My days start with a quick walk around our block with puppy Stan. It takes us about twelve minutes but they are BIG minutes as we meet the day, see lots of familiar faces and pass The Bar’
‘The Bar’ isn’t a pub, just in case you were thinking along those lines! It’s just a set of railings on a corner.

But these are no ordinary railings to me. They were christened ‘The Bar’ by my late mother who loved nothing better than to say to an unsuspecting person: “Oh I’m just back from The Bar.”
The railings are a few yards down the road from the school that my sister and brother attended up to the time Father was transferred to the Midlands in 1963. Mother used to wait for them at ‘The Bar,’ with one eye on the school gate and the other on the view of the sea. The old stone wall on the right of the photograph is part of the school property.
‘The Bar’ marks my first proper view of the sea every day. That viewing tells me a huge amount about how my day is likely to pan out. I can see the state of the tide, the size of the waves, feel the direction of the wind, get a good sense of the ‘real’ temperature.
The building between the railings and the sea was the first school building that our son attended from 2000-2003, so he and I (and our King Charles, Sophie, used to walk passed ‘The Bar’ and cross the busy road hand in hand in lead each morning.
As I walk around the block, I can’t but think of cycles of life. It’s pretty amazing that I’ve ended up settling in Tramore just a sling stone from where my father and mother, from Co. Clare and Co. Meath respectively, happened to have their first home in 1948. I guess, though that I inhaled a lifelong craving for the ‘Tramore Air,’ in those first five and a bit years of my life.
‘The Bar’ always make me think, too, of these lines from T.S. Eliot’s, The Love Song of J. Alfred Prufrock:
For I have known them all already, known them all—
Have known the evenings, mornings, afternoons,
I have measured out my life with coffee spoons;
I can hear you asking what the connection could possibly be between ‘The Bar’ and these lines. It’s multi-layered but, at its simplest, relates to times when reaching/not reaching ‘The Bar’ was a measure of physical progress/decline.
My late parents’ final house (1986-2010) was a few hundred yards from ‘The Bar’ and I have vivid recall of how it was a huge goal of mine to be able to walk to it after badly breaking my leg in 1987. I remember the first day I got there and wondering how the hell I was ever going to get back again.
Similarly, ‘Going to The Bar’ was beyond highly symbolic for my mother in her latter years when her mobility was in decline.
As I walked around the block this morning, it hit me forcefully how very mundane structures like ‘The Bar’ can carry extraordinary significance for people. The idea that ‘The Bar’ could be one of my highlights of stunning Tramore may seem almost beyond belief but I know that even if the railings are taken down that I will always still see them at that corner on The Old Waterford Road. In addition, ‘The Bar’ has brought it home to me how much people perceive places through spectacles made of different times.
Have you got a mundane structure or place, like ‘The Bar’ which has a special significance in your life?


**Instructions for the task**. Would you set down every line of the data below exactly as it reads?

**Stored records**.

* * * * * * *

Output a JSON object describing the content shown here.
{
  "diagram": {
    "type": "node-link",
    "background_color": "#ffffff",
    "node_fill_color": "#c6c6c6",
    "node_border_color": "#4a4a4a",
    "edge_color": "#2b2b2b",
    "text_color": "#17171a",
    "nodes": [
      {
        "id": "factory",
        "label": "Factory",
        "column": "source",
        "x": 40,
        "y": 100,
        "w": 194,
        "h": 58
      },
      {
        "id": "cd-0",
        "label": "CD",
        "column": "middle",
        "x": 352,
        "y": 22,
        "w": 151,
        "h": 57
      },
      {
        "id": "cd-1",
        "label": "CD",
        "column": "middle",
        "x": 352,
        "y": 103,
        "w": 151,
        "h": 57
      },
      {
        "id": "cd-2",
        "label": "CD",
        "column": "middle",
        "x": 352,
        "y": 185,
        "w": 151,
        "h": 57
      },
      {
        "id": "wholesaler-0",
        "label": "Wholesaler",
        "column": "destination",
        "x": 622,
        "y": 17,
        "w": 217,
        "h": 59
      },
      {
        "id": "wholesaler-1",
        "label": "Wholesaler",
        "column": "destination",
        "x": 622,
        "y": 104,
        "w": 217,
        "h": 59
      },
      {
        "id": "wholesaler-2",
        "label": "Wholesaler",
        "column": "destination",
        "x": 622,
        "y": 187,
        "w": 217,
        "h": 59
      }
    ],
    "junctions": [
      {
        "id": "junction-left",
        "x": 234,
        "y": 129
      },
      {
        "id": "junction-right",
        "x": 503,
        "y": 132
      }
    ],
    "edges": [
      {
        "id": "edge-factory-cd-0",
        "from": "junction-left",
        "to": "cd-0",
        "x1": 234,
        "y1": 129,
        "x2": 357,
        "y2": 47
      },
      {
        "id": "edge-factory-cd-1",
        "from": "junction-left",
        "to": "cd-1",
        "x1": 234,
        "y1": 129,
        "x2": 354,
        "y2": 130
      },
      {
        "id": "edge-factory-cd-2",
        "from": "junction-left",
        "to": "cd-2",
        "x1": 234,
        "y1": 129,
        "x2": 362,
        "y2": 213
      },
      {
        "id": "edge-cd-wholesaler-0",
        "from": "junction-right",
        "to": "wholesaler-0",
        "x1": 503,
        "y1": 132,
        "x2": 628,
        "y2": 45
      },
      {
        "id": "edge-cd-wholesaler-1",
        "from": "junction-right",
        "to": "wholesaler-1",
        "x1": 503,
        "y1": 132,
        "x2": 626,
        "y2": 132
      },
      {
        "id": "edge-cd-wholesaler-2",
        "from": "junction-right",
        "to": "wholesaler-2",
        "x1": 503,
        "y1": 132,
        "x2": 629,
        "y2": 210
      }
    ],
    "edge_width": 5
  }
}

* * * * * * *

**Task answer**.
Output a JSON object describing the content shown here.
{
  "diagram": {
    "type": "node-link",
    "background_color": "#ffffff",
    "node_fill_color": "#c6c6c6",
    "node_border_color": "#4a4a4a",
    "edge_color": "#2b2b2b",
    "text_color": "#17171a",
    "nodes": [
      {
        "id": "factory",
        "label": "Factory",
        "column": "source",
        "x": 40,
        "y": 100,
        "w": 194,
        "h": 58
      },
      {
        "id": "cd-0",
        "label": "CD",
        "column": "middle",
        "x": 352,
        "y": 22,
        "w": 151,
        "h": 57
      },
      {
        "id": "cd-1",
        "label": "CD",
        "column": "middle",
        "x": 352,
        "y": 103,
        "w": 151,
        "h": 57
      },
      {
        "id": "cd-2",
        "label": "CD",
        "column": "middle",
        "x": 352,
        "y": 185,
        "w": 151,
        "h": 57
      },
      {
        "id": "wholesaler-0",
        "label": "Wholesaler",
        "column": "destination",
        "x": 622,
        "y": 17,
        "w": 217,
        "h": 59
      },
      {
        "id": "wholesaler-1",
        "label": "Wholesaler",
        "column": "destination",
        "x": 622,
        "y": 104,
        "w": 217,
        "h": 59
      },
      {
        "id": "wholesaler-2",
        "label": "Wholesaler",
        "column": "destination",
        "x": 622,
        "y": 187,
        "w": 217,
        "h": 59
      }
    ],
    "junctions": [
      {
        "id": "junction-left",
        "x": 234,
        "y": 129
      },
      {
        "id": "junction-right",
        "x": 503,
        "y": 132
      }
    ],
    "edges": [
      {
        "id": "edge-factory-cd-0",
        "from": "junction-left",
        "to": "cd-0",
        "x1": 234,
        "y1": 129,
        "x2": 357,
        "y2": 47
      },
      {
        "id": "edge-factory-cd-1",
        "from": "junction-left",
        "to": "cd-1",
        "x1": 234,
        "y1": 129,
        "x2": 354,
        "y2": 130
      },
      {
        "id": "edge-factory-cd-2",
        "from": "junction-left",
        "to": "cd-2",
        "x1": 234,
        "y1": 129,
        "x2": 362,
        "y2": 213
      },
      {
        "id": "edge-cd-wholesaler-0",
        "from": "junction-right",
        "to": "wholesaler-0",
        "x1": 503,
        "y1": 132,
        "x2": 628,
        "y2": 45
      },
      {
        "id": "edge-cd-wholesaler-1",
        "from": "junction-right",
        "to": "wholesaler-1",
        "x1": 503,
        "y1": 132,
        "x2": 626,
        "y2": 132
      },
      {
        "id": "edge-cd-wholesaler-2",
        "from": "junction-right",
        "to": "wholesaler-2",
        "x1": 503,
        "y1": 132,
        "x2": 629,
        "y2": 210
      }
    ],
    "edge_width": 5
  }
}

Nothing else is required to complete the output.